Well-being and welfare in dairy-cow farming

The well-being of dairy-cows, otherwise known as cow comfort, guarantees living conditions and management strategies that take into account  and respect their space and physiological needs in all stages of life.

Animal Welfare was given importance in scientific and legal terms after the Brambell Report in 1965, which was commissioned by the British government and which indicated, for the first time, the following Five Freedoms for the welfare of farmed animals:

  1. Freedom from hunger and thirst and from poor nutrition.
  2. Freedom from discomfort by providing appropriate housing conditions.
  3. Freedom from pain, injury and disease.
  4. Freedom for animals to express normal and appropriate behaviour typical of their species.
  5. Freedom from fear and distress

By guaranteeing these five freedoms to our animals, we can ensure that they become ill less frequently, reproduce at the right speed and frequency  and produce as much as their genetic make up allows them as well as their feedback to the way we manage them.

50 Nutrition with unifeed, under the constant supervision of professional feed-consultants, will in most cases respect full nutritional requirements on all levels. A critical aspect of animal nutrition in most barns is the availability of drinking water. Leaving the quality of water aside, (we could cover the topic of quality in an entire chapter alone), insufficient access to water troughs presents the most challenging issue.

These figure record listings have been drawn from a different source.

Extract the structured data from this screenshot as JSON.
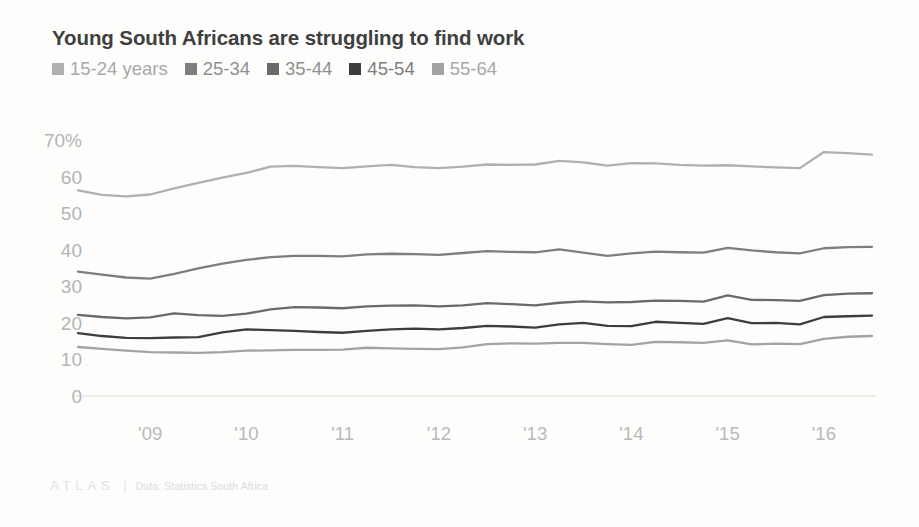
{
  "header": {
    "title": "Young South Africans are struggling to find work"
  },
  "legend": {
    "position": "top-left",
    "items": [
      {
        "label": "15-24 years",
        "color": "#b0b0b0"
      },
      {
        "label": "25-34",
        "color": "#7e7e7e"
      },
      {
        "label": "35-44",
        "color": "#6a6a6a"
      },
      {
        "label": "45-54",
        "color": "#3d3d3d"
      },
      {
        "label": "55-64",
        "color": "#a3a3a3"
      }
    ]
  },
  "footer": {
    "logo": "ATLAS",
    "divider": "|",
    "source": "Data: Statistics South Africa"
  },
  "axes": {
    "y_ticks": [
      "70%",
      "60",
      "50",
      "40",
      "30",
      "20",
      "10",
      "0"
    ],
    "x_ticks": [
      "'09",
      "'10",
      "'11",
      "'12",
      "'13",
      "'14",
      "'15",
      "'16"
    ]
  },
  "chart_data": {
    "type": "line",
    "title": "Young South Africans are struggling to find work",
    "subtitle": "",
    "xlabel": "",
    "ylabel": "",
    "ylim": [
      0,
      70
    ],
    "xlim": [
      2008.25,
      2016.5
    ],
    "grid": false,
    "legend_position": "top-left",
    "y_unit": "%",
    "source": "Data: Statistics South Africa",
    "x": [
      2008.25,
      2008.5,
      2008.75,
      2009.0,
      2009.25,
      2009.5,
      2009.75,
      2010.0,
      2010.25,
      2010.5,
      2010.75,
      2011.0,
      2011.25,
      2011.5,
      2011.75,
      2012.0,
      2012.25,
      2012.5,
      2012.75,
      2013.0,
      2013.25,
      2013.5,
      2013.75,
      2014.0,
      2014.25,
      2014.5,
      2014.75,
      2015.0,
      2015.25,
      2015.5,
      2015.75,
      2016.0,
      2016.25,
      2016.5
    ],
    "x_tick_values": [
      2009,
      2010,
      2011,
      2012,
      2013,
      2014,
      2015,
      2016
    ],
    "x_tick_labels": [
      "'09",
      "'10",
      "'11",
      "'12",
      "'13",
      "'14",
      "'15",
      "'16"
    ],
    "y_tick_values": [
      70,
      60,
      50,
      40,
      30,
      20,
      10,
      0
    ],
    "y_tick_labels": [
      "70%",
      "60",
      "50",
      "40",
      "30",
      "20",
      "10",
      "0"
    ],
    "series": [
      {
        "name": "15-24 years",
        "color": "#b0b0b0",
        "values": [
          56.2,
          55.0,
          54.6,
          55.1,
          56.8,
          58.3,
          59.7,
          61.0,
          62.7,
          62.9,
          62.6,
          62.3,
          62.8,
          63.2,
          62.6,
          62.3,
          62.7,
          63.3,
          63.2,
          63.3,
          64.3,
          63.9,
          63.0,
          63.7,
          63.6,
          63.2,
          63.0,
          63.1,
          62.8,
          62.5,
          62.3,
          66.7,
          66.4,
          66.0
        ]
      },
      {
        "name": "25-34",
        "color": "#7e7e7e",
        "values": [
          34.0,
          33.2,
          32.4,
          32.1,
          33.4,
          34.9,
          36.2,
          37.2,
          38.0,
          38.3,
          38.3,
          38.2,
          38.7,
          38.9,
          38.8,
          38.6,
          39.1,
          39.6,
          39.4,
          39.3,
          40.1,
          39.2,
          38.3,
          39.0,
          39.5,
          39.3,
          39.2,
          40.5,
          39.8,
          39.3,
          39.0,
          40.4,
          40.7,
          40.8
        ]
      },
      {
        "name": "35-44",
        "color": "#6a6a6a",
        "values": [
          22.2,
          21.6,
          21.2,
          21.5,
          22.6,
          22.1,
          21.9,
          22.5,
          23.7,
          24.3,
          24.2,
          24.0,
          24.5,
          24.7,
          24.8,
          24.5,
          24.8,
          25.4,
          25.1,
          24.8,
          25.5,
          25.9,
          25.6,
          25.7,
          26.1,
          26.0,
          25.8,
          27.5,
          26.3,
          26.2,
          26.0,
          27.6,
          28.0,
          28.1
        ]
      },
      {
        "name": "45-54",
        "color": "#3d3d3d",
        "values": [
          17.2,
          16.4,
          15.9,
          15.8,
          16.0,
          16.1,
          17.4,
          18.2,
          18.0,
          17.8,
          17.5,
          17.3,
          17.8,
          18.2,
          18.4,
          18.2,
          18.6,
          19.2,
          19.0,
          18.7,
          19.6,
          20.0,
          19.2,
          19.1,
          20.3,
          20.0,
          19.7,
          21.3,
          19.9,
          20.0,
          19.6,
          21.6,
          21.8,
          22.0
        ]
      },
      {
        "name": "55-64",
        "color": "#a3a3a3",
        "values": [
          13.4,
          12.9,
          12.4,
          12.0,
          11.9,
          11.8,
          12.0,
          12.4,
          12.5,
          12.6,
          12.6,
          12.7,
          13.2,
          13.0,
          12.9,
          12.8,
          13.3,
          14.2,
          14.4,
          14.3,
          14.5,
          14.5,
          14.2,
          14.0,
          14.8,
          14.7,
          14.5,
          15.2,
          14.1,
          14.3,
          14.2,
          15.6,
          16.2,
          16.4
        ]
      }
    ]
  }
}
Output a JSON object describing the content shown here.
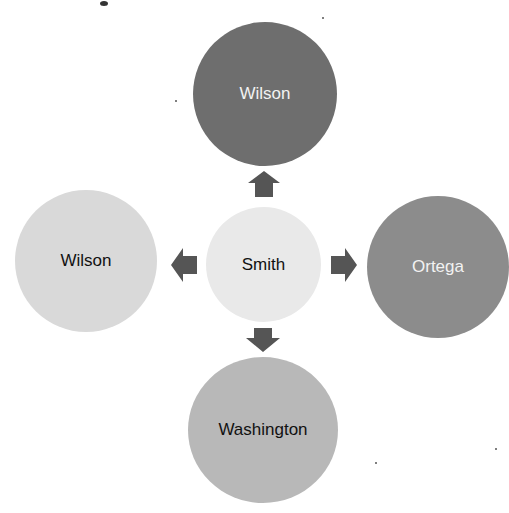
{
  "diagram": {
    "type": "radial-cycle",
    "center": {
      "label": "Smith",
      "color": "#e9e9e9",
      "text_color": "#111111"
    },
    "nodes": [
      {
        "id": "top",
        "label": "Wilson",
        "color": "#6e6e6e",
        "text_color": "#f2f2f2"
      },
      {
        "id": "left",
        "label": "Wilson",
        "color": "#d9d9d9",
        "text_color": "#111111"
      },
      {
        "id": "right",
        "label": "Ortega",
        "color": "#8c8c8c",
        "text_color": "#f2f2f2"
      },
      {
        "id": "bottom",
        "label": "Washington",
        "color": "#b8b8b8",
        "text_color": "#111111"
      }
    ],
    "arrow_color": "#555555"
  }
}
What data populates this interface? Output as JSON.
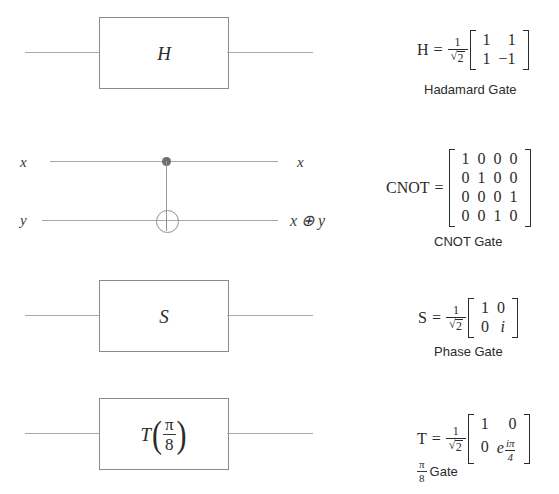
{
  "diagram": {
    "background_color": "#ffffff",
    "wire_color": "#a8a8a8",
    "box_border_color": "#8a8a8a"
  },
  "rows": [
    {
      "id": "hadamard",
      "gate_symbol": "H",
      "formula_name": "H",
      "equals": "=",
      "scalar_numerator": "1",
      "scalar_denominator_radicand": "2",
      "matrix": [
        [
          "1",
          "1"
        ],
        [
          "1",
          "−1"
        ]
      ],
      "caption": "Hadamard Gate"
    },
    {
      "id": "cnot",
      "input_labels": [
        "x",
        "y"
      ],
      "output_labels": [
        "x",
        "x ⊕ y"
      ],
      "control_icon": "control-dot-icon",
      "target_icon": "xor-target-icon",
      "formula_name": "CNOT",
      "equals": "=",
      "matrix": [
        [
          "1",
          "0",
          "0",
          "0"
        ],
        [
          "0",
          "1",
          "0",
          "0"
        ],
        [
          "0",
          "0",
          "0",
          "1"
        ],
        [
          "0",
          "0",
          "1",
          "0"
        ]
      ],
      "caption": "CNOT Gate"
    },
    {
      "id": "phase",
      "gate_symbol": "S",
      "formula_name": "S",
      "equals": "=",
      "scalar_numerator": "1",
      "scalar_denominator_radicand": "2",
      "matrix": [
        [
          "1",
          "0"
        ],
        [
          "0",
          "i"
        ]
      ],
      "caption": "Phase Gate"
    },
    {
      "id": "t-gate",
      "gate_symbol": "T",
      "gate_arg_numerator": "π",
      "gate_arg_denominator": "8",
      "formula_name": "T",
      "equals": "=",
      "scalar_numerator": "1",
      "scalar_denominator_radicand": "2",
      "matrix": [
        [
          "1",
          "0"
        ],
        [
          "0",
          "e"
        ]
      ],
      "exponent_numerator": "iπ",
      "exponent_denominator": "4",
      "caption_fraction_numerator": "π",
      "caption_fraction_denominator": "8",
      "caption": "Gate"
    }
  ]
}
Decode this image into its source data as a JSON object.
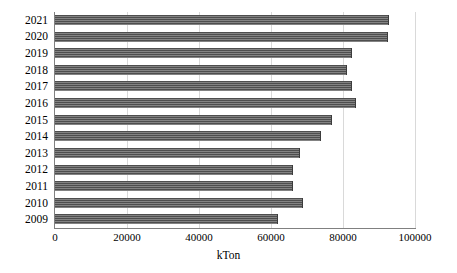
{
  "chart_data": {
    "type": "bar",
    "orientation": "horizontal",
    "title": "",
    "subtitle": "",
    "xlabel": "kTon",
    "ylabel": "",
    "categories": [
      "2009",
      "2010",
      "2011",
      "2012",
      "2013",
      "2014",
      "2015",
      "2016",
      "2017",
      "2018",
      "2019",
      "2020",
      "2021"
    ],
    "values": [
      62000,
      69000,
      66000,
      66000,
      68000,
      74000,
      77000,
      83500,
      82500,
      81000,
      82500,
      92500,
      92700
    ],
    "xlim": [
      0,
      100000
    ],
    "xticks": [
      0,
      20000,
      40000,
      60000,
      80000,
      100000
    ],
    "xtick_labels": [
      "0",
      "20000",
      "40000",
      "60000",
      "80000",
      "100000"
    ],
    "grid": "vertical",
    "legend": "none",
    "series": [
      {
        "name": "kTon",
        "color": "#4e4e4e",
        "pattern": "horizontal-hatch",
        "values": [
          62000,
          69000,
          66000,
          66000,
          68000,
          74000,
          77000,
          83500,
          82500,
          81000,
          82500,
          92500,
          92700
        ]
      }
    ]
  },
  "axes": {
    "x_title": "kTon",
    "x_tick_labels": [
      "0",
      "20000",
      "40000",
      "60000",
      "80000",
      "100000"
    ],
    "y_tick_labels": [
      "2021",
      "2020",
      "2019",
      "2018",
      "2017",
      "2016",
      "2015",
      "2014",
      "2013",
      "2012",
      "2011",
      "2010",
      "2009"
    ]
  },
  "colors": {
    "bar": "#4e4e4e",
    "gridline": "#d9d9d9",
    "axis": "#808080",
    "text": "#000000",
    "background": "#ffffff"
  }
}
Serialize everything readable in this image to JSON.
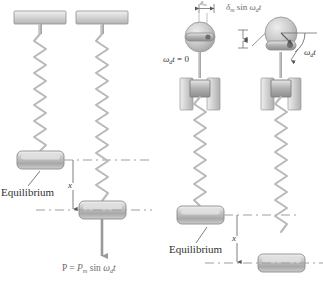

Experts nowadays recommend a minimum of 10 cm to an ideal of 15 cm of frontal access space per cow in lactation to be divided into at least two watering stations in each barn.

Trough hygiene is one of the basic criteria for animal well-being given that cows have similar tastes to humans and increase water consumption when the troughs and tanks are emptied daily and cleaned and sanitized (with hypochloride or peracetic acid) at least once a week. 

It is a fact that milk is made up of 85-87% water and that the daily drinking requirement is around three litres of water per litre of milk produced, or five litres per kilo of dry matter ingested. Furthermore, we also know that during the summer months this may double on the hottest days. An adequate supply of water and easily accessible watering stations on the animals’ return from the milking parlour is known as «cheap milk», a term invented by American cow-comfort experts.   

One of the main causes of distress in dairy cows is known as «heat stress», which is made worse by climate change and global warming (the “tropicalization” of the climate in southern Europe) and by the increasing productive trends of breeds in modern dairies which are the cause of an increase of their metabolic heat. Fortunately, science has made great advances in reducing the negative impact of excessive heat levels on animals, allowing cows to reach similar levels of production and reproductive performances in the summertime as those during the winter the winter.   

Great progress has also been achieved in the prevention of many diseases, with the use of new vaccines (for example, for mastitis) and in the application of health protocols for cleaning and sanitation in different areas of livestock housing and farming. Improvement has also occurred in laboratory techniques and methods of screening and monitoring, for example in PCR (polymerase chain reaction) testing, previously available only for diagnosis in human medicine.

The dairy cow is an extremely generous animal. We can be sure that if we offer her the right living conditions respecting the above mentioned freedoms, she will be able to express her full genetic potential, leaving us amazed by her marvellous productive and reproductive ability.